• net

    (@krstarica)


    I find this plugin very interesting, but had to disable it because it slows down the website.

    For every single page I visit the first time, it creates separate cache files and this process is very slow. Other similar plugins do it once and then reuse the same cache file.

    There’s gotta be some way to avoid reprocessing everything. For example, all queued js/css could be merged into a single cache file and all inline stuff should be just moved to footer and executed after cache file is loaded.

Viewing 11 replies - 1 through 11 (of 11 total)
  • Plugin Author Frank Goossens

    (@futtta)

    reprocessing everything occurs when aggregated JS (or CSS) is different from the one in cache. aggregated JS (or CSS) it typically different when you’re also aggregating inline JS (or CSS) if that contains variable … variables ??

    so don’t aggregate inline JS (or CSS, but that’s less of a problem in general) and you should see a lot more re-use and a lot less slowdown (which is due to the minification-step).

    hope this clarifies,
    frank

    Thread Starter net

    (@krstarica)

    Without aggregated inline CSS/JS it’s much better, many thanks! I think you should add this explanation somewhere on plugin settings page.

    Now we are getting errors “jQuery is not defined” and similar. Maybe there should be another option when not using aggregated JS, which wraps inline JS with some code to force its execution after deferred JS is being loaded.

    Plugin Author Frank Goossens

    (@futtta)

    I think you should add this explanation somewhere on plugin settings page.

    too much info already, that’s why I link to the FAQ ??

    Now we are getting errors “jQuery is not defined”

    try excluding jquery (default; js/jquery/jquery.js) from JS optimization?

    frank

    Thread Starter net

    (@krstarica)

    If jquery.js is excluded, then it blocks rendering, that’s why I proposed wrapping inline JS code.

    Plugin Author Frank Goossens

    (@futtta)

    If jquery.js is excluded, then it blocks rendering

    it is, i’m afraid.

    that’s why I proposed wrapping inline JS code.

    that could work, but it could also break things. not a big fan of that possibility ??

    Thread Starter net

    (@krstarica)

    I’m not a fan of this, too, but wondering what to do with such inline JS code now.

    Obviously theme creators didn’t care much about this issue. If we start changing such JS code manually everywhere, that would create a mess for future upgrades.

    So the idea is to make this feature optional – if somebody (like us ?? wants to wrap all inline JS code.

    Plugin Author Frank Goossens

    (@futtta)

    well, if you want to contribute such a solution (tucked away behind a filter for starters, false by default), you’re more then welcome to fork on GitHub and do a pull request when ready ??

    Thread Starter net

    (@krstarica)

    Every time any page is updated on website, it deletes all cache from /wp-content/cache/autoptimize directory. Is there a way to avoid this?

    Plugin Author Frank Goossens

    (@futtta)

    well, the question is what is deleting all cache from /wp-content/cache/autoptimize … AO never deletes cache and wordpress core doesn’t either. guess you’ll have to audit your plugins @krstarica ??

    Thread Starter net

    (@krstarica)

    Found the cause.

    Using WP Super Cache plugin and having “Clear all cache files when a post or page is published or updated” option enabled.

    On update it deletes the whole directory “/wp-content/cache”.

    Any workaround?

    Plugin Author Frank Goossens

    (@futtta)

    Any workaround?

    well, you could change the place AO stores the cache to be outside of /wp-content/cache, cfr. info in the FAQ?

Viewing 11 replies - 1 through 11 (of 11 total)
  • The topic ‘Slowing down the website’ is closed to new replies.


### YOUR ASSIGNMENT
Please copy, word for word, the line holding "Task: Click on the a: Home" and each line that follows it through the end of the entries, omitting any pictures.

Screenshot grounding data:
○ ○ ○

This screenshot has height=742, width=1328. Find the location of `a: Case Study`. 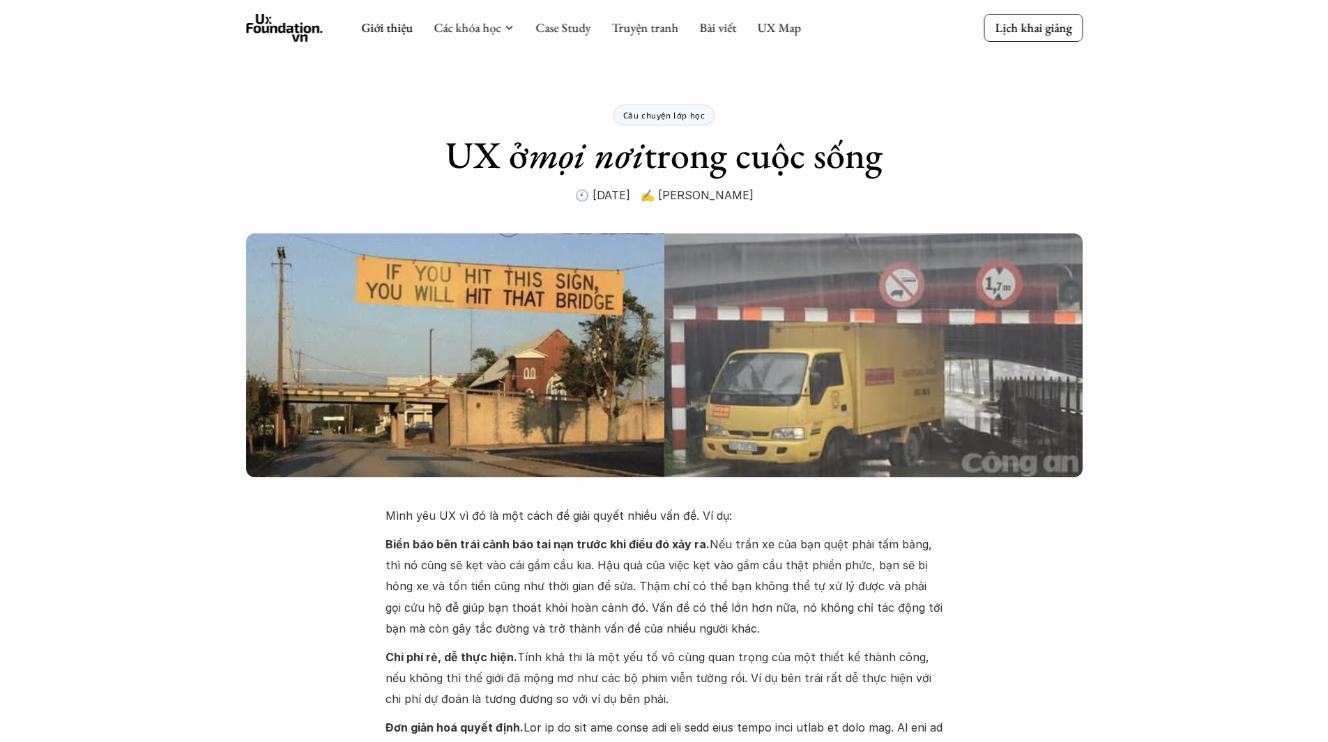

a: Case Study is located at coordinates (562, 27).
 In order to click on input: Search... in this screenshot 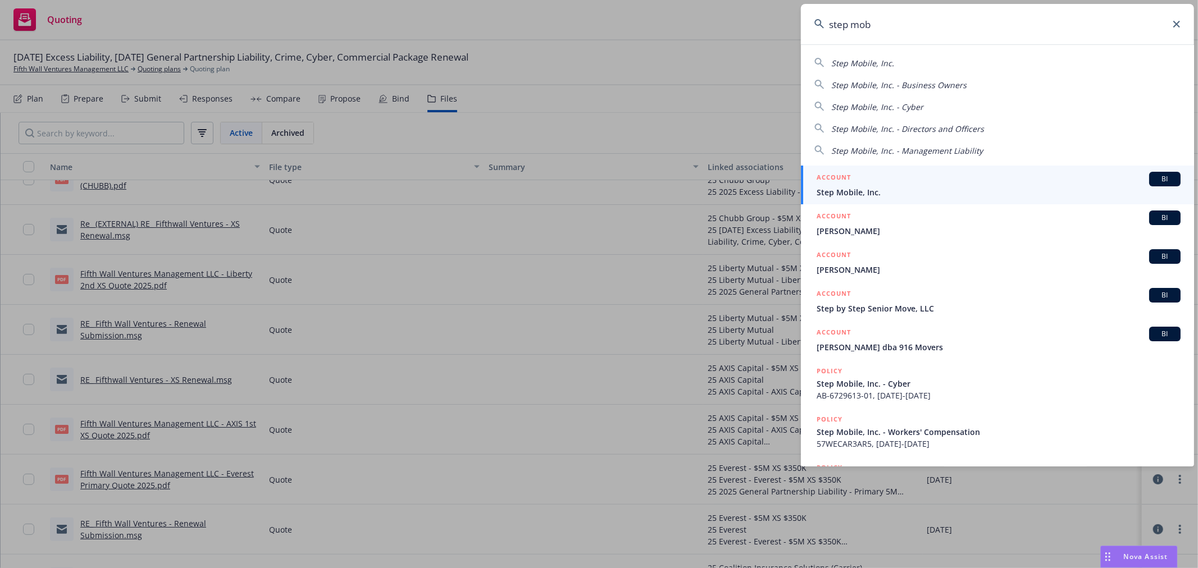, I will do `click(998, 24)`.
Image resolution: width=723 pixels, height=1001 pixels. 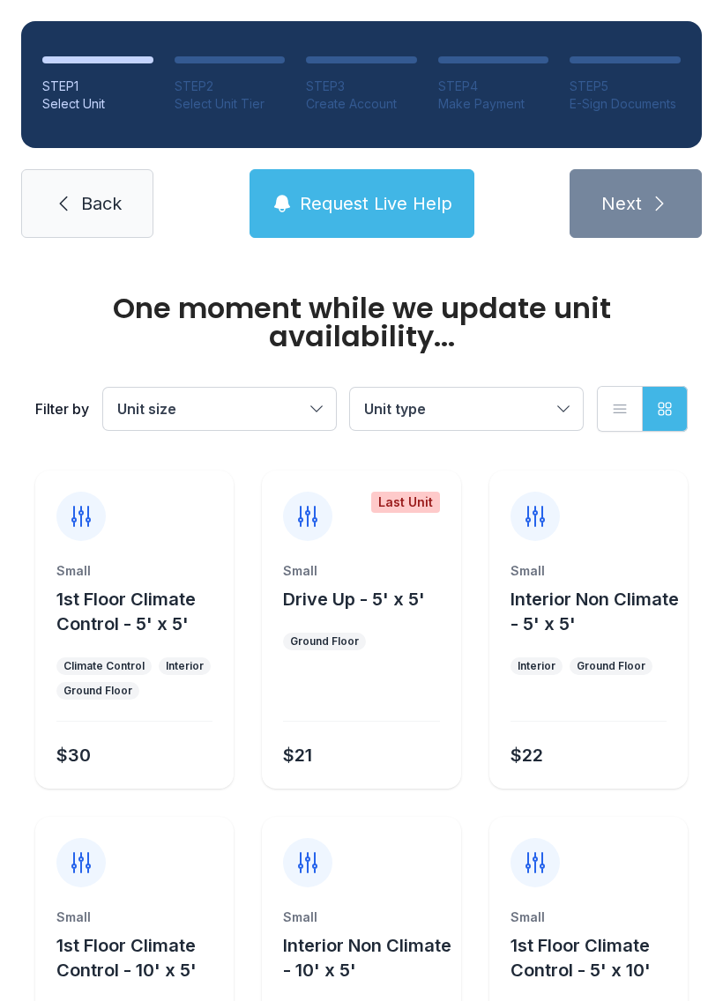 I want to click on div: Make Payment, so click(x=494, y=104).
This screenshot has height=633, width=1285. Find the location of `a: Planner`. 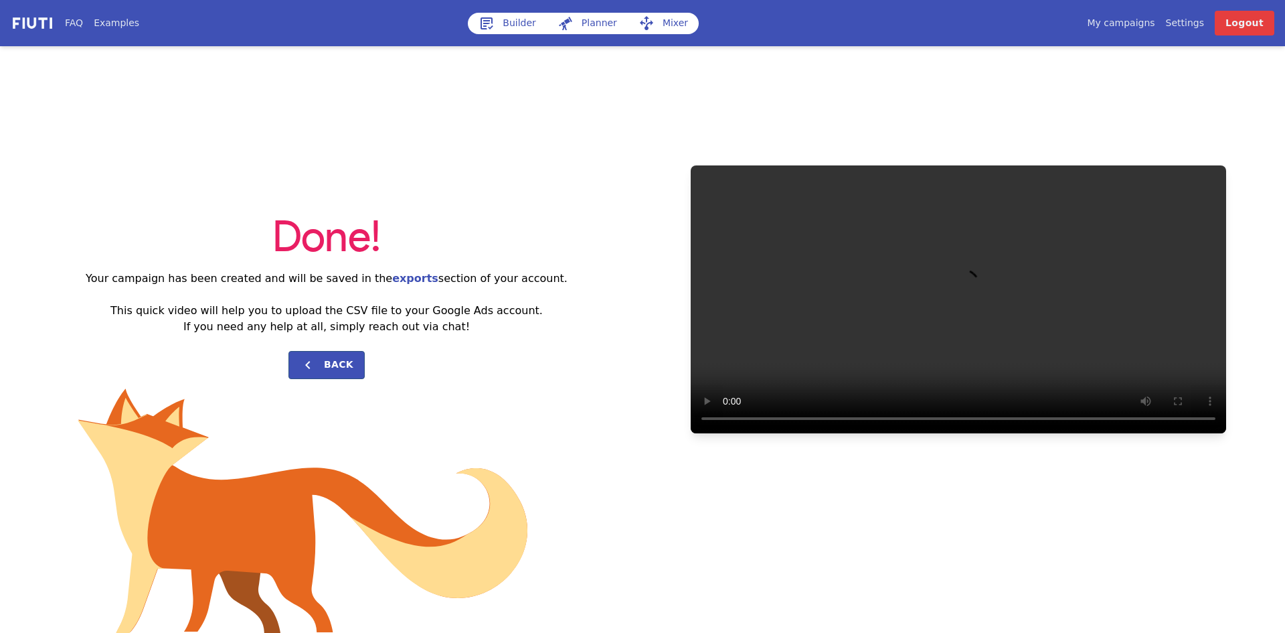

a: Planner is located at coordinates (587, 23).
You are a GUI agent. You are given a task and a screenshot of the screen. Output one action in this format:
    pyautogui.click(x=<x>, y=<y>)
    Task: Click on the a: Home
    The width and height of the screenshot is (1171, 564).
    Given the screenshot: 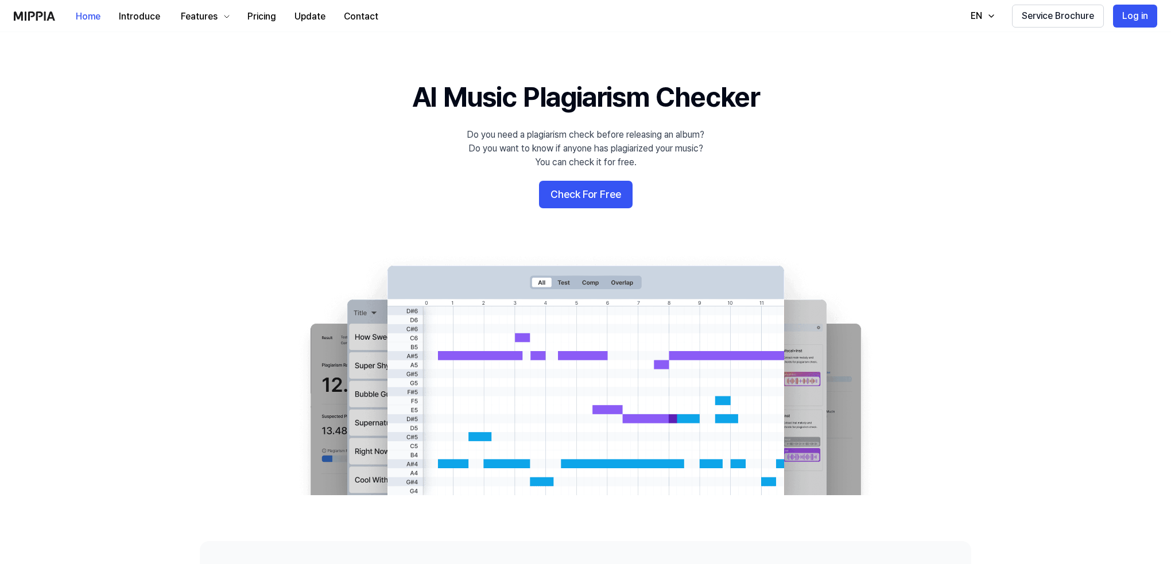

○ ○ ○

### EXERCISE OUTPUT
    Task: Click on the a: Home
    The width and height of the screenshot is (1171, 564).
    Given the screenshot: 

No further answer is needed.